How to Mitigate Supply Chain Disruptions

How to Mitigate Supply Chain Disruptions

As supply chains trend toward demand-driven, lean inventory models to eliminate waste, reduce costs, and increase responsiveness, their exposure to risk grows. When natural disasters, political upheaval, labor strife, supplier failures, and countless other types of supply chain events arise, shippers need to react quickly—without incurring undue costs—to keep production in line with demand.

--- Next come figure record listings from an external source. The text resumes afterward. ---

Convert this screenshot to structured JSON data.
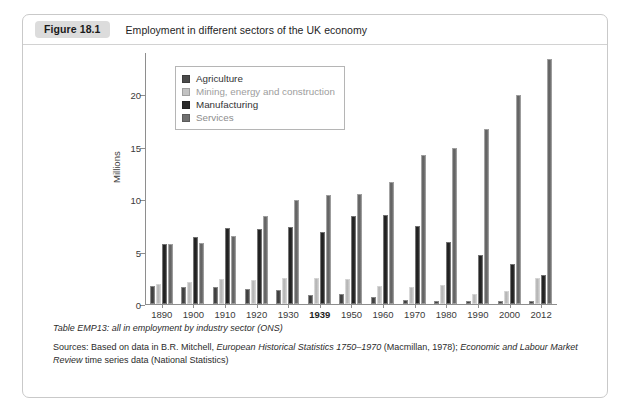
{
  "figure": {
    "badge": "Figure 18.1",
    "title": "Employment in different sectors of the UK economy"
  },
  "legend": {
    "items": [
      {
        "label": "Agriculture",
        "color": "#4a4a4a"
      },
      {
        "label": "Mining, energy and construction",
        "color": "#c2c2c2"
      },
      {
        "label": "Manufacturing",
        "color": "#2a2a2a"
      },
      {
        "label": "Services",
        "color": "#6f6f6f"
      }
    ]
  },
  "caption": {
    "table_note": "Table EMP13: all in employment by industry sector (ONS)",
    "sources_prefix": "Sources: Based on data in B.R. Mitchell, ",
    "sources_italic1": "European Historical Statistics 1750–1970",
    "sources_mid": " (Macmillan, 1978); ",
    "sources_italic2": "Economic and Labour Market Review",
    "sources_suffix": " time series data (National Statistics)"
  },
  "chart_data": {
    "type": "bar",
    "title": "Employment in different sectors of the UK economy",
    "xlabel": "",
    "ylabel": "Millions",
    "ylim": [
      0,
      24
    ],
    "yticks": [
      0,
      5,
      10,
      15,
      20
    ],
    "grid": false,
    "legend_position": "top-left-inside",
    "categories": [
      "1890",
      "1900",
      "1910",
      "1920",
      "1930",
      "1939",
      "1950",
      "1960",
      "1970",
      "1980",
      "1990",
      "2000",
      "2012"
    ],
    "highlighted_category": "1939",
    "series": [
      {
        "name": "Agriculture",
        "color": "#4a4a4a",
        "values": [
          1.7,
          1.6,
          1.6,
          1.4,
          1.3,
          0.9,
          0.95,
          0.65,
          0.4,
          0.3,
          0.28,
          0.25,
          0.25
        ]
      },
      {
        "name": "Mining, energy and construction",
        "color": "#c2c2c2",
        "values": [
          1.9,
          2.1,
          2.4,
          2.25,
          2.5,
          2.5,
          2.35,
          1.7,
          1.65,
          1.8,
          0.95,
          1.25,
          2.5
        ]
      },
      {
        "name": "Manufacturing",
        "color": "#2a2a2a",
        "values": [
          5.7,
          6.4,
          7.2,
          7.1,
          7.3,
          6.9,
          8.4,
          8.5,
          7.4,
          5.95,
          4.7,
          3.8,
          2.8
        ]
      },
      {
        "name": "Services",
        "color": "#6f6f6f",
        "values": [
          5.75,
          5.8,
          6.5,
          8.4,
          9.9,
          10.4,
          10.5,
          11.6,
          14.2,
          14.9,
          16.7,
          19.9,
          23.3
        ]
      }
    ]
  }
}
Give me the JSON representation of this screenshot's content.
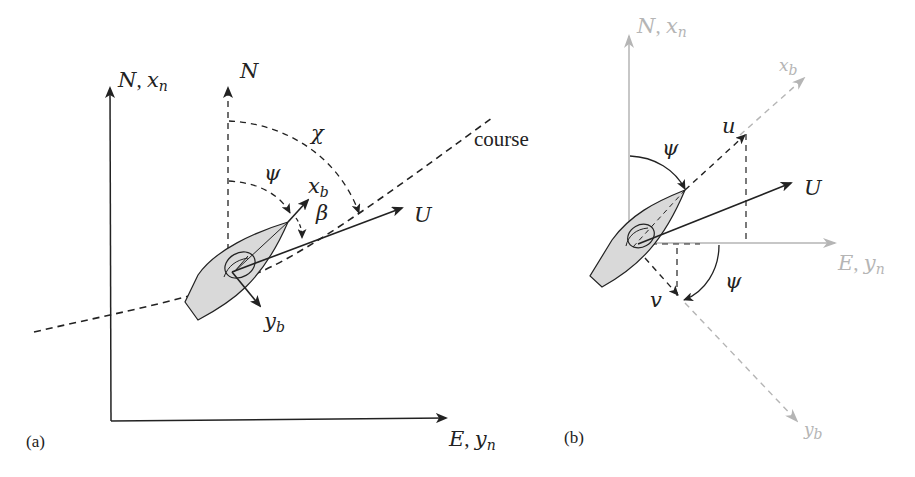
{
  "figure": {
    "panel_a": {
      "tag": "(a)",
      "axes": {
        "north_main": "N",
        "north_main_sep": ", ",
        "north_main_sym": "x",
        "north_main_sub": "n",
        "east_main": "E",
        "east_main_sep": ", ",
        "east_main_sym": "y",
        "east_main_sub": "n",
        "north_local": "N"
      },
      "angles": {
        "course_angle": "χ",
        "heading_angle": "ψ",
        "sideslip_angle": "β"
      },
      "vectors": {
        "body_x": "x",
        "body_x_sub": "b",
        "body_y": "y",
        "body_y_sub": "b",
        "speed": "U"
      },
      "path_label": "course"
    },
    "panel_b": {
      "tag": "(b)",
      "axes": {
        "north": "N",
        "north_sep": ", ",
        "north_sym": "x",
        "north_sub": "n",
        "east": "E",
        "east_sep": ", ",
        "east_sym": "y",
        "east_sub": "n",
        "body_x": "x",
        "body_x_sub": "b",
        "body_y": "y",
        "body_y_sub": "b"
      },
      "angles": {
        "heading_top": "ψ",
        "heading_bottom": "ψ"
      },
      "vectors": {
        "surge": "u",
        "sway": "v",
        "speed": "U"
      }
    },
    "colors": {
      "ink": "#222222",
      "gray_axis": "#b5b5b5",
      "hull_fill": "#d9d9d9"
    }
  }
}
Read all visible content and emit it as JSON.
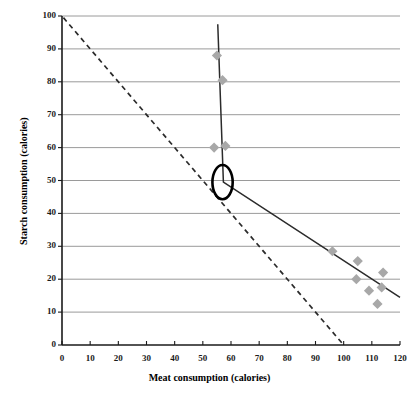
{
  "chart_data": {
    "type": "scatter",
    "title": "",
    "xlabel": "Meat consumption (calories)",
    "ylabel": "Starch consumption (calories)",
    "xlim": [
      0,
      120
    ],
    "ylim": [
      0,
      100
    ],
    "xticks": [
      0,
      10,
      20,
      30,
      40,
      50,
      60,
      70,
      80,
      90,
      100,
      110,
      120
    ],
    "yticks": [
      0,
      10,
      20,
      30,
      40,
      50,
      60,
      70,
      80,
      90,
      100
    ],
    "grid": "horizontal",
    "legend": "none",
    "marker": {
      "shape": "diamond",
      "color": "#a8a8a8",
      "size": 7
    },
    "points": [
      {
        "x": 55,
        "y": 88
      },
      {
        "x": 57,
        "y": 80.5
      },
      {
        "x": 54,
        "y": 60
      },
      {
        "x": 58,
        "y": 60.5
      },
      {
        "x": 96,
        "y": 28.5
      },
      {
        "x": 105,
        "y": 25.5
      },
      {
        "x": 104.5,
        "y": 20
      },
      {
        "x": 109,
        "y": 16.5
      },
      {
        "x": 114,
        "y": 22
      },
      {
        "x": 113.5,
        "y": 17.5
      },
      {
        "x": 112,
        "y": 12.5
      }
    ],
    "series": [
      {
        "name": "price-consumption-curve",
        "style": "solid",
        "color": "#2b2b2b",
        "points": [
          {
            "x": 55.3,
            "y": 97.5
          },
          {
            "x": 57.3,
            "y": 49.5
          },
          {
            "x": 120,
            "y": 14.5
          }
        ]
      },
      {
        "name": "budget-line",
        "style": "dashed",
        "color": "#2b2b2b",
        "points": [
          {
            "x": 0.5,
            "y": 99.5
          },
          {
            "x": 100,
            "y": 0
          }
        ]
      }
    ],
    "annotations": [
      {
        "name": "highlight-oval",
        "shape": "ellipse",
        "cx": 57,
        "cy": 49.5,
        "rx": 3.6,
        "ry": 5.2,
        "stroke": "#000000",
        "stroke_width": 2.6,
        "fill": "none"
      }
    ],
    "colors": {
      "axis": "#1a1a1a",
      "gridline": "#808080",
      "marker": "#a8a8a8",
      "line": "#2b2b2b",
      "annotation": "#000000",
      "background": "#ffffff"
    }
  },
  "axes": {
    "x_title": "Meat consumption (calories)",
    "y_title": "Starch consumption (calories)",
    "x_tick_labels": [
      "0",
      "10",
      "20",
      "30",
      "40",
      "50",
      "60",
      "70",
      "80",
      "90",
      "100",
      "110",
      "120"
    ],
    "y_tick_labels": [
      "0",
      "10",
      "20",
      "30",
      "40",
      "50",
      "60",
      "70",
      "80",
      "90",
      "100"
    ]
  }
}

Companies often become vulnerable to supply chain disruptions when they don’t have a holistic view of their operations. It may be a matter of poor visibility among offshore suppliers, or not having adequate transportation flexibility to re-route shipments on the demand side—and countless areas in between. When exceptions occur and manufacturers are left without critical parts or retailers face stockouts, the risk of tarnishing brand value—or, even worse, losing customers—increases exponentially. A short-term supply chain glitch can have long-term repercussions to the bottom line if not handled quickly and effectively.

5 Risk Mitigation Considerations

Shippers should regularly evaluate their risk exposure and perform a cost/benefit analysis to ensure they have a resilient and responsive supply chain.


  1. Recognize risk factors. Prior knowledge about potential environmental, social, and political conditions can help companies prepare contingency plans. Having total supply chain visibility, whether it’s through an internal control tower approach or via a 3PL partner, can also help screen problems before they surface.
  2. Evaluate geographic coverage. Sourcing strategies are largely dictated by the complexity of a company’s supply chain. When critical parts are involved, a single-source strategy presents obvious problems when a manufacturing facility shuts down and the supply chain grinds to a halt. Companies need to assess their vulnerability if they cannot acquire certain components or parts. Do you have scalability to ramp up production in other locations to meet demand? Can you justify using a secondary or tertiary sourcing strategy, perhaps near-shoring closer to demand? Does it make sense to partner with a 3PL that can provide cover in case of a disruption?
  3. Build in transport flexibility. Shippers need flexibility to change routings, modes, and carriers, and stage/stockpile inventory. Proper risk management strategy favors redundancy—for example, having infrastructure and/or partnerships in place to pull shipments through different ports.
    Companies should also consider how they structure transportation contracts. It may be economical to negotiate directly with carriers and lock up capacity, but that approach also limits shippers’ flexibility to shift capacity when problems arise. Some freight buyers will split their volumes among different carriers and third-party logistics intermediaries as a means to allay risk.
  4. Leverage technology and social media. One benefit of social media is the ability to capture and vet critical information in real time. Some supply chains are using social networking in the cloud as a predictive analysis tool to identify problem suppliers before shortages are felt downstream in the supply chain. Cloud networking also provides a platform for facilities isolated or impacted by supply chain disruptions to more quickly get back on line; and for companies to on-board new business partners as need dictates.
  5. Lean on third-party logistics providers. Transportation and logistics outsourcing used to be a matter of divesting non-core need for economy purposes. Now risk aversion is also a primary driver. 3PLs have on-the-ground resources, local knowledge, and experience to execute contingencies and minimize risk.